US may review ties with Pak over its ‘double dealing’

Wednesday 22nd September 2021 07:22 EDT
 

Washington: The Biden administration will review US ties with Pakistan in light of Islamabad’s support for Taliban terrorists while professing to help Washington in Afghanistan, the country’s top diplomat told the US Congress. Amid considerable disquiet among lawmakers and the US commentariat over Pakistan’s duplicity in Afghanistan, US secretary of state Antony Blinken acknowledged at a congressional hearing that Islamabad had played a dodgy role that involved “hedging its bets constantly about the future of Afghanistan,” and in light of this, the US would re-assess ties to formulate what role Pakistan needs to play in the region.

“(Pakistan’s role) is one that’s involved harbouring members of the Taliban, including the Haqqanis... It is one that’s also involved in different points cooperation with us on counter-terrorism. It has a multiplicity of interests some that are in conflict - a clear conflict - with ours,” Blinken said while responding to lawmakers who grilled him on Pakistan’s “duplicitous” role in Afghanistan over the past two decades. Consequently, the US, going forward, would insist that “every country including Pakistan, make good on the expectations that the international community has of what is required of a Taliban-led government if it is to receive any legitimacy of any kind or any support,” Blinken said.

But lawmakers cutting across party lines demanded more severe action against Islamabad for its subversive role, including ending its status as a major non-Nato ally (MNNA) that opened up a military and financial aid spigot that cost US taxpayers billions of dollars. The US bankrolling of Pakistan came even as its support for Taliban terrorists claimed the lives of American soldiers in Afghanistan.

In a follow-up Senate hearing, the Republican ranking member of the foreign relations committee, Senator James Risch, said any country that backed Taliban “should risk a strategic downgrade in their relationship with the US”, even as Blinken appeared to warn Pakistan against a hasty recognition of the Taliban government.

Outside the congressional hearings though, scepticism reigns over Washington’s belated acknowledgment of what has been known for two decades, and what one senator said was Pakistan’s “double dealing” - and whether the US has the leverage to change this.

In scathing critiques on Washington’s “kid glove treatment” of Pakistan, some of the US commentariat are now calling for outright sanctions against Islamabad even as lawmakers are tentatively proposing less severe measures. “The American defeat to the Taliban and, by extension, Pakistan is a humiliation rooted not in a US military failure but the corrosiveness and shortsightedness of America’s own political debate. It is a blow the US might have avoided, but should not take without a response. Simply put, it is time to sanction Pakistan,” Michael Rubin, a senior fellow at American Enterprise Institute, wrote recently.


> Description of the task
Note each line in the data below that holds "materials", and copy it.

** Opening Task input block **

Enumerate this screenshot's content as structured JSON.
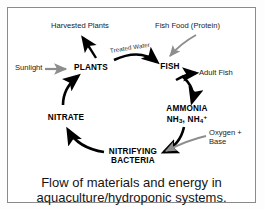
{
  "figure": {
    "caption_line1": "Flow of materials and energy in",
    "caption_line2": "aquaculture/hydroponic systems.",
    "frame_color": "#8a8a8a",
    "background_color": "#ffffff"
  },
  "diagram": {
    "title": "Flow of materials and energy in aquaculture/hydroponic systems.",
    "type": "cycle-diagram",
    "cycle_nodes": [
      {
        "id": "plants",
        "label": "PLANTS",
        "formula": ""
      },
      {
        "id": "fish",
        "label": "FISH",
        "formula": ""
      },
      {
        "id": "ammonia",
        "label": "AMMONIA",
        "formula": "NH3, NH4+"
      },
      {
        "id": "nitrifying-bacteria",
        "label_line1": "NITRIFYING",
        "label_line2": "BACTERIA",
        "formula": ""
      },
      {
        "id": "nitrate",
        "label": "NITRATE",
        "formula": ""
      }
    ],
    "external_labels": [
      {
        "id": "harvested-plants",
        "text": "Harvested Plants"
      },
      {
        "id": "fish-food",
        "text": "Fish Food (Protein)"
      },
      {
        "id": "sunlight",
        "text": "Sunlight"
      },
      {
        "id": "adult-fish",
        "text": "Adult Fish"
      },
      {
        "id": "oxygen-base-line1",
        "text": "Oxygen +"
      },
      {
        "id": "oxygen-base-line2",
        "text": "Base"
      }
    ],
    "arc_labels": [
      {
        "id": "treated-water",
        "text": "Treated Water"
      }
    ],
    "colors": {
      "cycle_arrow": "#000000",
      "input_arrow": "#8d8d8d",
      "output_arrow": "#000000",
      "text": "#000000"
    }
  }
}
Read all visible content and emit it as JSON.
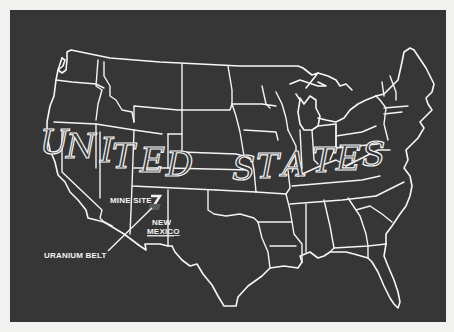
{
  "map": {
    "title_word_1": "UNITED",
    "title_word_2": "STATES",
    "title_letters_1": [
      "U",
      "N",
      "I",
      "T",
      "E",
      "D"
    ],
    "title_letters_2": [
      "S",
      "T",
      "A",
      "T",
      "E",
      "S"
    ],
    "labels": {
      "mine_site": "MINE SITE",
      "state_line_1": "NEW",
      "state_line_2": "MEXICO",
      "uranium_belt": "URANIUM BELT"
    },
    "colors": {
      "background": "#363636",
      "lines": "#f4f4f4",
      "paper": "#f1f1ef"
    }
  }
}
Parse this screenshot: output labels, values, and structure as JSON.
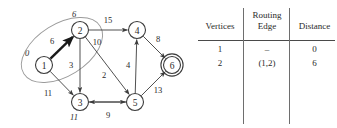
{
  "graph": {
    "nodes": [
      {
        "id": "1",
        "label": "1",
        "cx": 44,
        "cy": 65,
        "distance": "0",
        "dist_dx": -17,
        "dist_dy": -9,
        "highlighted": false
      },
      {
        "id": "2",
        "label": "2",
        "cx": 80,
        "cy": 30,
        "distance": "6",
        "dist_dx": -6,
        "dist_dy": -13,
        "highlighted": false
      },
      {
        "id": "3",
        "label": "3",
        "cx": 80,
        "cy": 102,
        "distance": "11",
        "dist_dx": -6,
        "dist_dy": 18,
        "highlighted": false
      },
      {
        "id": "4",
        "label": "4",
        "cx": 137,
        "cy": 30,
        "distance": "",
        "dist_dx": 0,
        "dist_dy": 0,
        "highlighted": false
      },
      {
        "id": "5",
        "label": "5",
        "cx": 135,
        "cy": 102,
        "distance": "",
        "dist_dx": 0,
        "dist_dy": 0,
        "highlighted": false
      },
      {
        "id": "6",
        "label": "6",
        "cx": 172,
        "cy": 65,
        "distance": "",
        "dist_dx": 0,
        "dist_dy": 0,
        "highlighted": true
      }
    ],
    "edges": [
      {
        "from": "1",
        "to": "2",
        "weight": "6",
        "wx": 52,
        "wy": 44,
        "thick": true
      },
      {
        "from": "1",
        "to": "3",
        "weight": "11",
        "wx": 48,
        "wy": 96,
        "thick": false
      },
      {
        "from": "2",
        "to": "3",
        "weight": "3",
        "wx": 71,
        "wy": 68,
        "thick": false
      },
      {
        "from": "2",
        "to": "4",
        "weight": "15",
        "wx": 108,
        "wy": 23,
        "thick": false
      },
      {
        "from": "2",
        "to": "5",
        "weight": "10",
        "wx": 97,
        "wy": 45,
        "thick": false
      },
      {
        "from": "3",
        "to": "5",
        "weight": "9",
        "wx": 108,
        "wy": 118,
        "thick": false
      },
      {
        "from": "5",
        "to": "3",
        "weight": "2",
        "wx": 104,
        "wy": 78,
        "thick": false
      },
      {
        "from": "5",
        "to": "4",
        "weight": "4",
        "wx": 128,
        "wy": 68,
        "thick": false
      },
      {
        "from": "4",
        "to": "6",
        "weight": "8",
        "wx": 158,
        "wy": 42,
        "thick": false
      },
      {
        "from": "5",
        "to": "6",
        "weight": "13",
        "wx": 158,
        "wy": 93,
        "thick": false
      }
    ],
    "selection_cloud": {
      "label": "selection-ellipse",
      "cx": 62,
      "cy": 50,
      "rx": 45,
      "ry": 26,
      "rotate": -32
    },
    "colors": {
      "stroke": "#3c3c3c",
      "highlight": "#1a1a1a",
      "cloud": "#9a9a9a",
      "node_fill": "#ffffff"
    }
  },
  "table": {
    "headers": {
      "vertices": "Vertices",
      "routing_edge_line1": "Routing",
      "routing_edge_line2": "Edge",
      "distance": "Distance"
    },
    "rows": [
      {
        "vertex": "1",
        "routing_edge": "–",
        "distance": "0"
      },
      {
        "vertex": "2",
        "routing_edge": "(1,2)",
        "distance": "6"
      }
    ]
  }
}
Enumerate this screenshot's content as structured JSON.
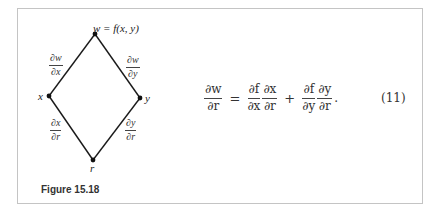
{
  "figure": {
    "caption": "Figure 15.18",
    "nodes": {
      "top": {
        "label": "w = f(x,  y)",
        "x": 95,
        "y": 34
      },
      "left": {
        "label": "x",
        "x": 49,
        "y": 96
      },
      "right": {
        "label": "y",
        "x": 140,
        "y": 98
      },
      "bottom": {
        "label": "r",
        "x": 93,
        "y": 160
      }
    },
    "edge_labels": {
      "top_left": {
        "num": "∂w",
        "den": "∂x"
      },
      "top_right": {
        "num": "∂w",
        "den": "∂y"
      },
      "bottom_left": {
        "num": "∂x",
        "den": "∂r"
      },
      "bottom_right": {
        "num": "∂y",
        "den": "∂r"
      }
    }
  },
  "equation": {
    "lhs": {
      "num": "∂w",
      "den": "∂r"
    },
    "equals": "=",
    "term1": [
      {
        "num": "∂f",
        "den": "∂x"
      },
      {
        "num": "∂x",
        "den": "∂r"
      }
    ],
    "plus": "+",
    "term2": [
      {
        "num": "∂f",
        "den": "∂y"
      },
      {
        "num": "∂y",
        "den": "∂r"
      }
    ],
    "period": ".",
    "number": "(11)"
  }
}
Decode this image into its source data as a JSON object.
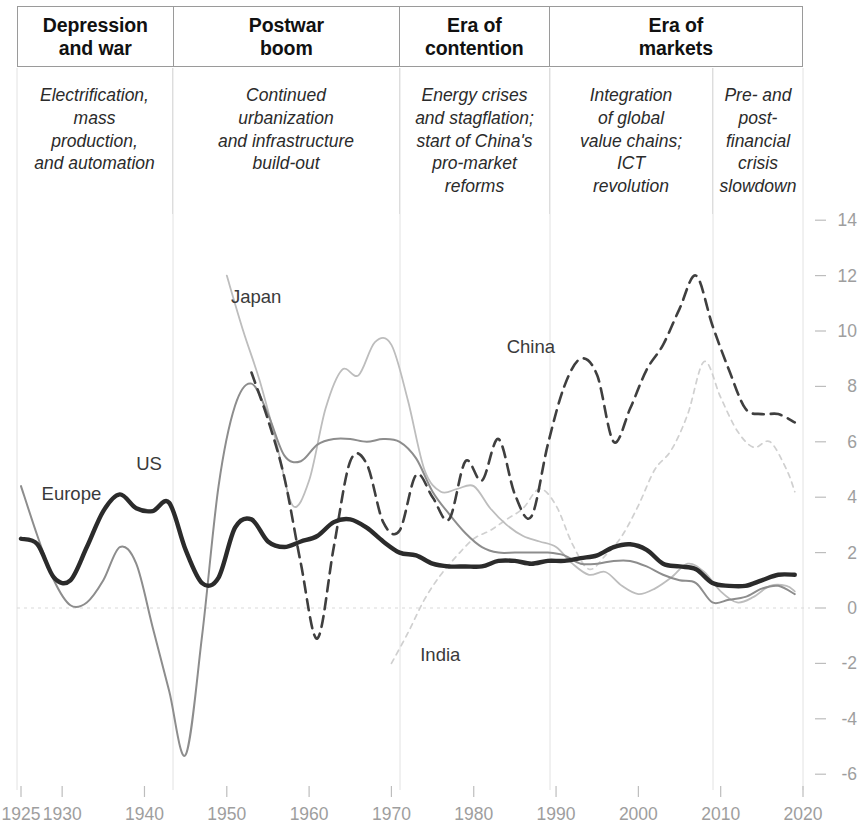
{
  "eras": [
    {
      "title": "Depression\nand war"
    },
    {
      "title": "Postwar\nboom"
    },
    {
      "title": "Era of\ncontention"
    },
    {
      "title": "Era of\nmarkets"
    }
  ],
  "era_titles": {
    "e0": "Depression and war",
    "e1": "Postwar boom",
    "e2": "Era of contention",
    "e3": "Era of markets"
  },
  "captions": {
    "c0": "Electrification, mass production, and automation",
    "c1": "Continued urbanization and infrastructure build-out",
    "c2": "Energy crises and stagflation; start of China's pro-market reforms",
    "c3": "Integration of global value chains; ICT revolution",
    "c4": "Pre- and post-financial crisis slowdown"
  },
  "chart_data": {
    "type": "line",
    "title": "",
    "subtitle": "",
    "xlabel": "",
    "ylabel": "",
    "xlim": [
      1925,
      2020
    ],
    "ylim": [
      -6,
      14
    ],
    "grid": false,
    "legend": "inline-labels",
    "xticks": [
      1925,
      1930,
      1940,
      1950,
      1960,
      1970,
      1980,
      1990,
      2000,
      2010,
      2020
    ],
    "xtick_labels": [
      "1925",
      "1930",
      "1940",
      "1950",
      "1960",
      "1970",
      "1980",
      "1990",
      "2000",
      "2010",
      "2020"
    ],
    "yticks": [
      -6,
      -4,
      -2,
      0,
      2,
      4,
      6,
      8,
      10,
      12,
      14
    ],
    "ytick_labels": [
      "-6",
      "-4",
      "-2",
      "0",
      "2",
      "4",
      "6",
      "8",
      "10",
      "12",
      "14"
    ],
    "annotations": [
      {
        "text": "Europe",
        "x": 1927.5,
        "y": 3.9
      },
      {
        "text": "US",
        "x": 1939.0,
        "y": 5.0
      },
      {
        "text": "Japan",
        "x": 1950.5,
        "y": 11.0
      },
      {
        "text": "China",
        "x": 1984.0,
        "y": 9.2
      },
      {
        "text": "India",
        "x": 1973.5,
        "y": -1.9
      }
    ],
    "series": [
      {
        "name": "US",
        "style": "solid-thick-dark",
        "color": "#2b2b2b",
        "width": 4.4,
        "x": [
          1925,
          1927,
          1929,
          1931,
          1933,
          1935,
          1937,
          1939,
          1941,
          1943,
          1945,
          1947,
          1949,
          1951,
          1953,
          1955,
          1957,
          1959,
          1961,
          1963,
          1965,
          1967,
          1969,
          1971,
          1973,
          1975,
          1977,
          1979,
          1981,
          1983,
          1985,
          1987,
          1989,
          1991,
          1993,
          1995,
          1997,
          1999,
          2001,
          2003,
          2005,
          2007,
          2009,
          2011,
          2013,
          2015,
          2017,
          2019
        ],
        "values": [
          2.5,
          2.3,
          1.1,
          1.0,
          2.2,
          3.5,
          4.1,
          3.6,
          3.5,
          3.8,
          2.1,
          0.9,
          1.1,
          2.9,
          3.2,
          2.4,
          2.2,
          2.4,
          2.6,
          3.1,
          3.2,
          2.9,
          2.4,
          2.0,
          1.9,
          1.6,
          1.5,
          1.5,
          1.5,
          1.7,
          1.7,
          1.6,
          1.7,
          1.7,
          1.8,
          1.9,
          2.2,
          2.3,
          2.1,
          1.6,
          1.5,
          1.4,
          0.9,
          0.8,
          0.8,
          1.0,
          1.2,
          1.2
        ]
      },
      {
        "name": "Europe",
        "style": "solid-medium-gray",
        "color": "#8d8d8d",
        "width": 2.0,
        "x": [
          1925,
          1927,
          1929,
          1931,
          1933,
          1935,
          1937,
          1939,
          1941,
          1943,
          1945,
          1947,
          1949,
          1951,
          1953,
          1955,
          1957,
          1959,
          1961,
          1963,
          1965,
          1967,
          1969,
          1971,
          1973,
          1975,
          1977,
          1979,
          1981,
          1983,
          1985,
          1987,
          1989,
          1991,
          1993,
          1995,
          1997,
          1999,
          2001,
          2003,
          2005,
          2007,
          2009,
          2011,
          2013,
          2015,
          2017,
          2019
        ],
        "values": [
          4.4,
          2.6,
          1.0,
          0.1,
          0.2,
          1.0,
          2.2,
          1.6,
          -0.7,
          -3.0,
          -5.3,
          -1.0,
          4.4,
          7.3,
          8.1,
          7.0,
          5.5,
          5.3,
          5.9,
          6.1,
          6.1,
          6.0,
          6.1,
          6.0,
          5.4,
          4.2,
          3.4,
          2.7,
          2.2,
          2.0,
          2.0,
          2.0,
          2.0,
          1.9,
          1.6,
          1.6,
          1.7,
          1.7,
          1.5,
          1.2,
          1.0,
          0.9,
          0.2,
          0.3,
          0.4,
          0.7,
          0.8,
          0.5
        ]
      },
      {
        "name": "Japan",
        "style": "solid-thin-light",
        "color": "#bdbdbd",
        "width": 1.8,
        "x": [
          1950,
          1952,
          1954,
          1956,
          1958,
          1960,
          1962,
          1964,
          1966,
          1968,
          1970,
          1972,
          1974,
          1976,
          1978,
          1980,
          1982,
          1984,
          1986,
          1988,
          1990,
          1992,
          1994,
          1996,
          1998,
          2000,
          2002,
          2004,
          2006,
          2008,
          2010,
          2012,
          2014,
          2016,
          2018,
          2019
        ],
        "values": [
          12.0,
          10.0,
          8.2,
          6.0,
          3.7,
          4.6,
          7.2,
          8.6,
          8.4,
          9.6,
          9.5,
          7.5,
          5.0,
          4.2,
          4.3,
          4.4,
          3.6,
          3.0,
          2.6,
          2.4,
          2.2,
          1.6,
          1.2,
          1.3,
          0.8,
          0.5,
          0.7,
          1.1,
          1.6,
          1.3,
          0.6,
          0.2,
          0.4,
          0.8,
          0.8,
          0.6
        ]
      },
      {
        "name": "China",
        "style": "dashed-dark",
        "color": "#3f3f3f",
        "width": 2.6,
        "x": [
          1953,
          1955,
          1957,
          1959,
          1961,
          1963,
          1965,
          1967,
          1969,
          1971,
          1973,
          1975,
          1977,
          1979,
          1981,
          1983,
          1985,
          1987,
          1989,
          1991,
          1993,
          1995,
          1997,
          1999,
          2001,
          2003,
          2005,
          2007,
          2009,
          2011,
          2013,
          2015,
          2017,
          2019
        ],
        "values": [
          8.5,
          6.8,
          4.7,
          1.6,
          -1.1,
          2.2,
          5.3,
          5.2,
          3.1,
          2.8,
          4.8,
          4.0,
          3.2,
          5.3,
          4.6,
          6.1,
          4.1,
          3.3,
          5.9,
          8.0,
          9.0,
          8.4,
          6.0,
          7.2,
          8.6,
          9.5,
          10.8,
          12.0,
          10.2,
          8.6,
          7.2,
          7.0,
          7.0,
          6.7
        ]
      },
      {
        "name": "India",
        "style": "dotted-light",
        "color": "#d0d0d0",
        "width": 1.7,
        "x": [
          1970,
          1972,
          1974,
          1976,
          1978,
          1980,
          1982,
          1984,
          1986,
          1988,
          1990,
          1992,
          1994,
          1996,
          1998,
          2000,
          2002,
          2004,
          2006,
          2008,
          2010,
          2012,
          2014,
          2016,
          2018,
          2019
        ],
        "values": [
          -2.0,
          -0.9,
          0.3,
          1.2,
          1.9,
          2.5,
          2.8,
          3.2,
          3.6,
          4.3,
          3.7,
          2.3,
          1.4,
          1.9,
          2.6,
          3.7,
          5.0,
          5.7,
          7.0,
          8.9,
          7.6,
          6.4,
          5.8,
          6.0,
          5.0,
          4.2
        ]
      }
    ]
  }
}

** Closing Task input block **

> Response below
    "caption_line1": "Flow of materials and energy in",
    "title": "Flow of materials and energy in aquaculture/hydroponic systems.",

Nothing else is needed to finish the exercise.